Don't leave us hanging... which projects?
If it is homology modelling, then how can it work without input template structures?
This seems strange to me. The entire point of these types of models is to predict things on unseen data. Are you saying Deepmind is completely lying about their model?
Deepmind solved CASP, isn't the entire point of that competition to predict unseen structures?
If AlphaFold doesn't predict anything then what are you using it to do?
I would like to correct somethign here- it does predict structures de novo and predict folds that haven't been seen before. That's because of the design of the NN- it uses sequence information to create structural constraints. If those constraints push the modeller in the direction of a novel fold, it will predict that.
To me what's important about this is that it demonstrated the obvious (I predicted this would happen eventually, shortly after losing CASP in 2000).
This is not the first (or even tenth) time I’m seeing an academic trying to undermine genuine progress almost to the level of gaslighting. Comparing alphafold to conventional homology modeling is disingenuous at its most charitable interpretation.
Not sure what else to say.
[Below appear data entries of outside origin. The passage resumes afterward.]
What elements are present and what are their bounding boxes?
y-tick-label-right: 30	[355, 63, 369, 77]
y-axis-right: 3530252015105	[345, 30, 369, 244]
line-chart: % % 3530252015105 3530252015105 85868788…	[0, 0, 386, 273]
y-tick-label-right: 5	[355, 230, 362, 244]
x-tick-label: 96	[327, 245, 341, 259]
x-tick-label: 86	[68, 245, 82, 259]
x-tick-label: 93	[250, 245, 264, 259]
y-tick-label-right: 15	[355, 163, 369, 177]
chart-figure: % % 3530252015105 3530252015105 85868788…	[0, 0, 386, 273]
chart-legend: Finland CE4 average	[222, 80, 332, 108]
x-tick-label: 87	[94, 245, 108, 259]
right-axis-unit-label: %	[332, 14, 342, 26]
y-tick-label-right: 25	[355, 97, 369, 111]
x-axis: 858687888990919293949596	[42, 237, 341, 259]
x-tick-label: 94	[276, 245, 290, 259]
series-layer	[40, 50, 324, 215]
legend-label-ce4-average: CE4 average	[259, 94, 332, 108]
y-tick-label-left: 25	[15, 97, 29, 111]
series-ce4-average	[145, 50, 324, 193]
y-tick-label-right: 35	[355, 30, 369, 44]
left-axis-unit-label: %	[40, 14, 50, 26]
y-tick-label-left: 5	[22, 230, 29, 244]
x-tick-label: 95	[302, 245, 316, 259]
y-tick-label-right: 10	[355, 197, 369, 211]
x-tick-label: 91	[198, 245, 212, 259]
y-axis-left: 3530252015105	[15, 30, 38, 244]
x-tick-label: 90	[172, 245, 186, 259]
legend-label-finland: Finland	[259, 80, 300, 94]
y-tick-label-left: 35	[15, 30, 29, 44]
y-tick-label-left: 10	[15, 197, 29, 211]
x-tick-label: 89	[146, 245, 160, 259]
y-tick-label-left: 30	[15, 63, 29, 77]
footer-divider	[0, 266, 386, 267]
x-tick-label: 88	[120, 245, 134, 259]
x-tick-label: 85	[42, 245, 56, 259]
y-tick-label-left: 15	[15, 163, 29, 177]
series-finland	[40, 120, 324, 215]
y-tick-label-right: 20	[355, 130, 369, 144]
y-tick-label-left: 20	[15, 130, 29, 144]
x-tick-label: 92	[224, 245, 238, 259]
Structural biology has always been the weirdest field I’ve seen, the way students are abused (crystallize and publish in nature or go bust), and how every nature issue will have three structure papers as if that cures cancer every day. I suppose it warps one’s perception of outsiders after being in such a bubble?
signed, someone with a PhD in biomedical engineering, did a ton of bio work.
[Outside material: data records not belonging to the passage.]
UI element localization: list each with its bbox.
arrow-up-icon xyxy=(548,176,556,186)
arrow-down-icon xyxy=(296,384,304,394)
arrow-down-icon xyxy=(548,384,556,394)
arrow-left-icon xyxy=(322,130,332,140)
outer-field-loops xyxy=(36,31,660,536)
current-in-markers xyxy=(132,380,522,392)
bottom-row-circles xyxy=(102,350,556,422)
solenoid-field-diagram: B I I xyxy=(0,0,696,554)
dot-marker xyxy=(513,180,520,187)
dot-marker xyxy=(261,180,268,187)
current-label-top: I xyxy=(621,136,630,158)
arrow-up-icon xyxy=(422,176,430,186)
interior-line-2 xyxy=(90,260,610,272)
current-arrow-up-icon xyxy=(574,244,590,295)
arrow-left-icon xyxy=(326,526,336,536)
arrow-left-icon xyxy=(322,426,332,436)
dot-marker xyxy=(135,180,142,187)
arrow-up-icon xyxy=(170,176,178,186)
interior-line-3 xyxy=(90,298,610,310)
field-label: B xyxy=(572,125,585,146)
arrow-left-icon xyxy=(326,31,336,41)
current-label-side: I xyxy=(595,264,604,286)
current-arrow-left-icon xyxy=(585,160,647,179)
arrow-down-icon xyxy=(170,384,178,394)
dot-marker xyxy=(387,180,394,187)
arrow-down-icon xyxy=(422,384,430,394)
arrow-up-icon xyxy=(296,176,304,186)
* Deconvolutes some image aberrations and "de-noises" the images
* Compensates for missing wedge artifacts (missing wedge is the fact that the tomography isn't done -90° --> +90°, but usually instead -60° --> +60°, leaving a 30° wedge on the top and bottom of basically no information) which usually are some sort of directionality in image density. So if you have a sphere, the top and bottom will be extremely noisy and stretched up and down (in Z).
https://www.biorxiv.org/content/10.1101/2021.07.17.452128v1
2) Topaz, but topaz really counts as 2 or 3 different algorithms. Topaz has denoising of tomograms and of flat micrographs (i.e. images taken with a microscope, as opposed to 3D tomogram volumes). That denoising is helpful because it increases contrast (which is the fundamental problem in Cryo-EM for looking at biomolecules). Topaz also has a deep learning particle picker which is good at finding views of your protein that are under-represented, or otherwise missing, which again, normally results in artifacts when you build your 3D structure.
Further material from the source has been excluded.